The air flowing through the heat trap can be cooled down to -6 degrees C. Adjustment
of the temperature of this air flow is used
to eliminate vertical temperature gradients originating in the ground floor but
also tostabilize the observing floor at ambient temperature or slightly
below. With the temperature conditions prevailing at the Observatorio del
Roque de los Muchachos, the temperature range of the air cooling system is
sufficient for all cases so far experienced.
The ground floor of the telescope building contains four rooms, mutually
separated by insulated doors. Of these four rooms, three house facilities for
control of telescope and instrumentation, computers and electronics and various
support installations. The fourth room is a specially designed entrance.
The largest ground-
floor
room is the control room. It is intended for observing activities. From this
room, observers control the telescope and verify its position in the sky via
terminals and dedicated screens. In the same way, though via separated
terminals and screens, they can control and monitor the function of ancillary
instrumentation attached to the telescope. In parallel to these direct
observing facilities, the control room includes hardware and software aimed at
limited on-
line
reductions of observing data. Although limited in space, the control room can
accommodate up to four persons working together or in parallel. It is recalled
thatpresence of observers on the observing floor during observing is, normally,
strongly discouraged.
Electronics equipment for control of telescope and telescope building,
including the main control computer, is installed in a second room in the
ground floor. To a limited extent, operation of this equipment is included in
normal observing routines. The electronics room allows regular working space
for one person.
In the third ground-
floor
room, a number of installations serve to support air conditioning, air and
water cooling, cooling with liquid nitrogen, function of the hydraulic bearing
system and of the bellows floating the primary mirror. In addition, this room
contains tools and equipment for mechanical and electronic maintenance work.

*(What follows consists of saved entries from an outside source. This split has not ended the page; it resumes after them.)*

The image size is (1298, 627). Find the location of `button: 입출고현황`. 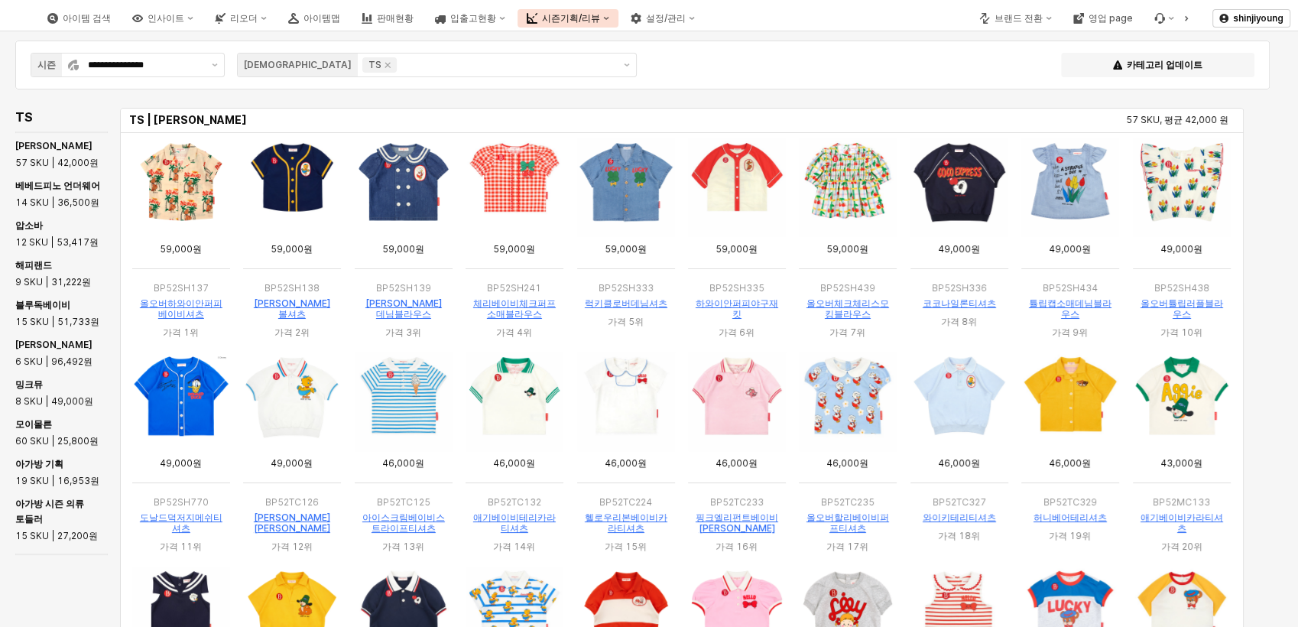

button: 입출고현황 is located at coordinates (470, 18).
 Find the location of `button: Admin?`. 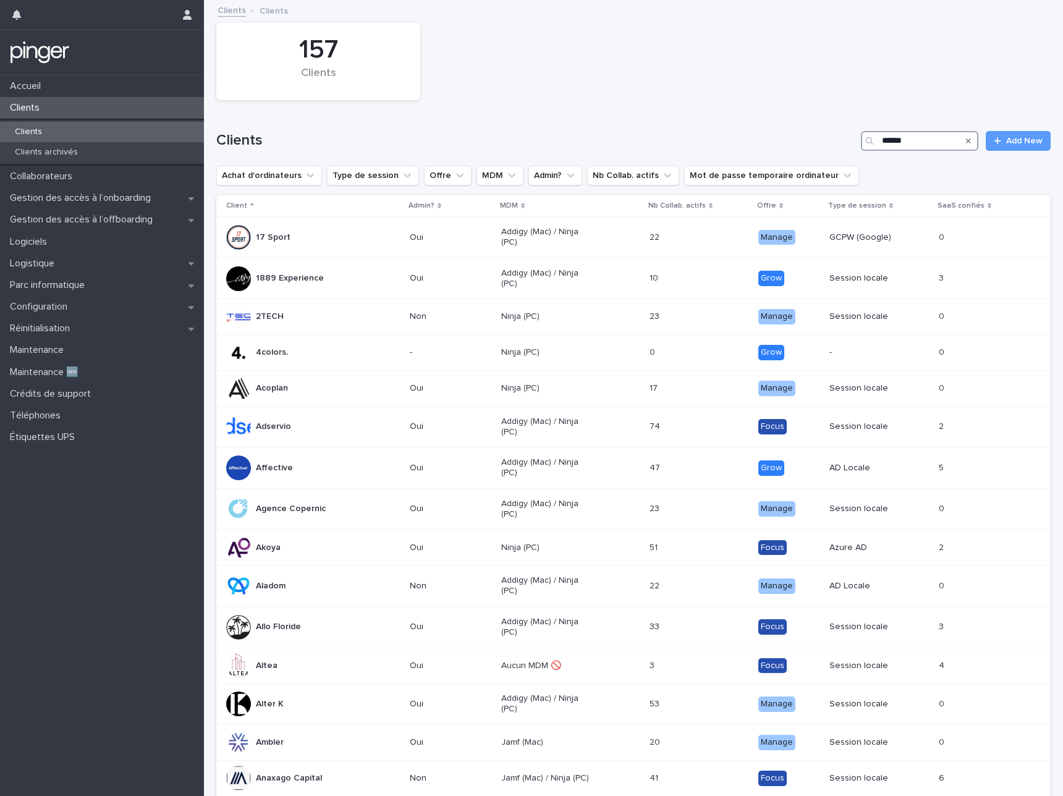

button: Admin? is located at coordinates (555, 176).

An air conditioning plant serves all rooms in the ground floor, maintaining
them at well-defined temperatures. The systemdelivers excess heat to the
connected cooling system having water as cooling agent. A powerful parallel air
cooling system operates the air circulation in the cooling jacket. Via the heat
trap, part of the cooling jacket, this air cooling system also maintains the
temperature of the observing floor slightly below that of ambient air. Also
from the cooling jacket, excess heat is transferred to the water cooling
system.
Facilities for water cooling are provided also for ancillary instrumentation.
This system allows cooling to approximately 5 [o]C. For
ancillary instrumentation re-quiring more powerful cooling, notably detectors
for the red and infrared part of the spectrum, additional facilities are
available. This includes a cooling system in the ground floor, based on liquid
nitrogen. For future applications, a system for cooling with liquid helium can
be installed.
Also the hydraulic bearing for the telescope azimuth axis is controlled from
the ground floor. Installations here include an oil sump, pumps andregulators.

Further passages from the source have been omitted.